North Carolina A&T State University and Southern University and A&M College are also HBCUs vying for R1 status in the coming years.
In 2021, North Carolina A&T created a task force to update its labs and redirect funding to research programs as part of an effort to qualify for R1 status. The university recently began offering a new Doctor of Nursing Practice program. It has raised nearly $250 million in research funding.
In December of last year, Southern University received a $5-million research grant from the Biden administration to hire more research faculty and expand its research facilities.
Neither university responded to The Chronicle’s requests for comment.
Sustaining the Status
Since 2018, when Jones started at Howard, the university’s application for research grants increased by 30 percent. The total amount of grant money it was awarded also rose from $53 million to $122 million in 2022, he said.

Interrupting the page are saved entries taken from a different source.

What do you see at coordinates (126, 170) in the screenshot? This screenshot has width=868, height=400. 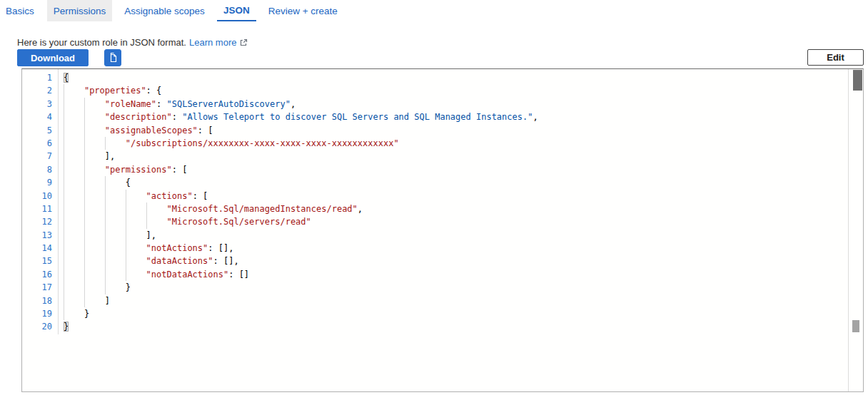 I see `code-text: "permissions": [` at bounding box center [126, 170].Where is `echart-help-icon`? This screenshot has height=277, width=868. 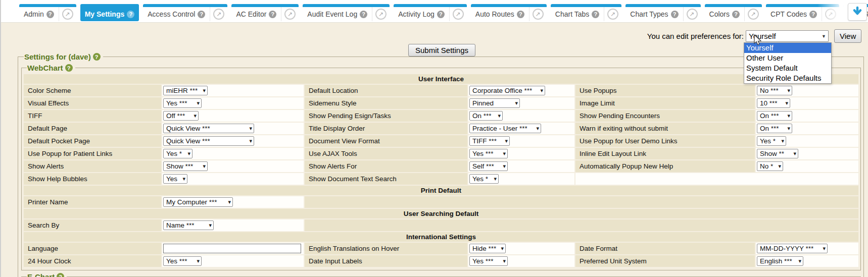
echart-help-icon is located at coordinates (61, 275).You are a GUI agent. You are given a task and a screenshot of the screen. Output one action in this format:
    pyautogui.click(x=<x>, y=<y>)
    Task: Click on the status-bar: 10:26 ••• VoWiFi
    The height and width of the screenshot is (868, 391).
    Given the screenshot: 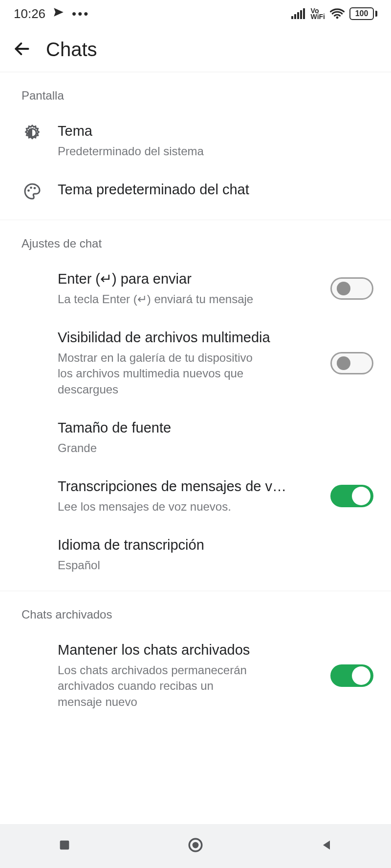 What is the action you would take?
    pyautogui.click(x=196, y=14)
    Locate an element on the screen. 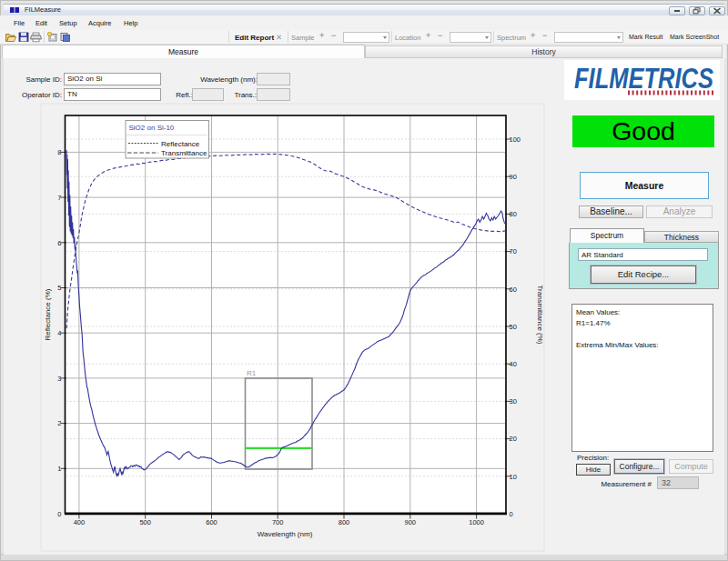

Jones said the university is already focused on how it will sustain the status.
“We want to get way out there, deep into what it means to be an institution that produces very high research,” Jones said. “But if you remain on that borderline between R2 and R1, then there is a higher probability you can fall back to R2.”
Part of that effort includes a $90-million University Affiliated Research Center, a Howard-led HBCU consortium focused on developing tactical autonomy research for the Air Force.
“We’re doing things now to make sure we stay there,” said Jones, “and the only way to do that is really invest and keep your research infrastructure moving forward, to continue to hire top-notch faculty, continue to emphasize research with our students, continue to form partnerships with our HBCUs.”